A.P.C.: They Say Sarah describes an all-consuming love between two women. Did you write with the French LGBTQ community in mind? Or did you want to normalize lesbian relationships for readers?

P.D-A: It’s true that we don’t know the name of the narrator, and this was what I wanted. I wanted Sarah’s first name to saturate the entire space of the novel, even physically, and in turning the pages of the book, I only wanted her first name to be read. The narrator’s child also goes unnamed for the same reason. I still wanted the novel to be written in the first person because I didn’t want the reader to have access to Sarah’s thoughts. I really wanted to tackle the question of portraiture. Trying my hand at the art of portraiture was almost an exercise in style. I have been fascinated by the use of description for a long time. But the literary portrait intrigued me. I have a very close relationship with photography: I have to capture moments that go by, and it is really rare that I let a day go by without taking a photo, without writing a few lines. To make the literary portrait of Sarah, therefore, was precisely to try to define what is beyond the frame, so to speak, what we don’t see in the photo, the most intimate parts of a personality. Sarah’s character had to be dazzling with life, burning in its quest to move in unison with the world, to make you want to “start” to live, to be a timing belt for the character of the narrator who will be infused with life as soon as she meets Sarah. Sarah’s character is alive, almost too alive, and so it was kind of a literary challenge: to seize the unseizable.

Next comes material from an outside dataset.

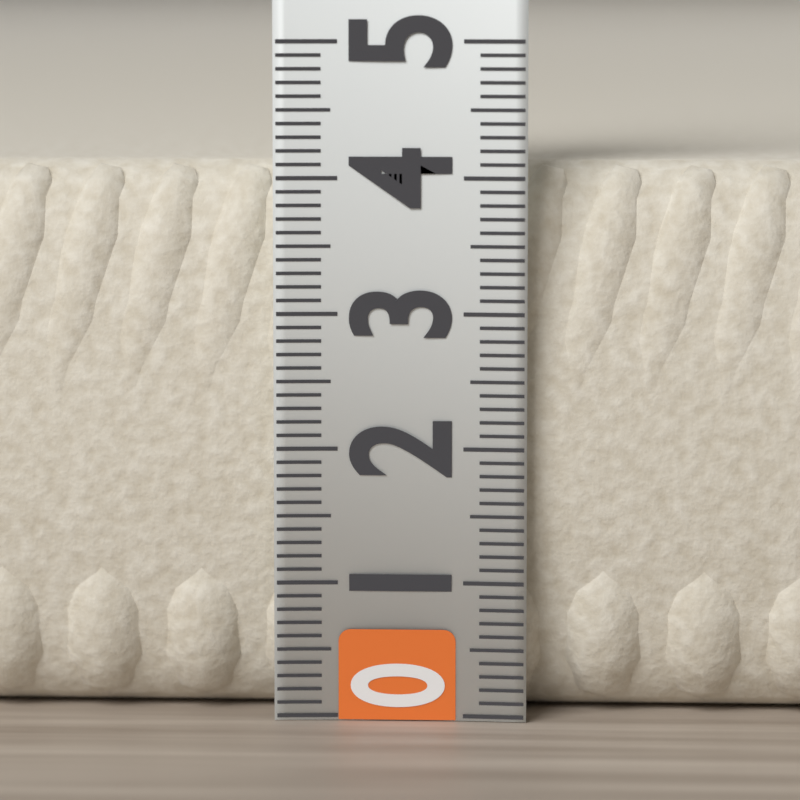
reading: 4.1 (no unit)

A.P.C.: This novel also deals with obsession. What is the difference for you between love and obsession?

P.D-A: The two parts of my novel echo one another in a musical way, like a melody that returns to the minor scale after having burst in on the major scale, and they understand each other completely, as love and death are carved in both of them, as well as love and obsession. For me, it was about searching for the idea of the life drive and the death drive and of probing the way in which mad love can bring the two drive forms together only into madness. The two drive forms work in the same movement. For me, obsession arises in the moment when love degenerates and becomes toxic. It’s a tipping point that can sometimes be small, and I wanted to describe this in the first part of the novel.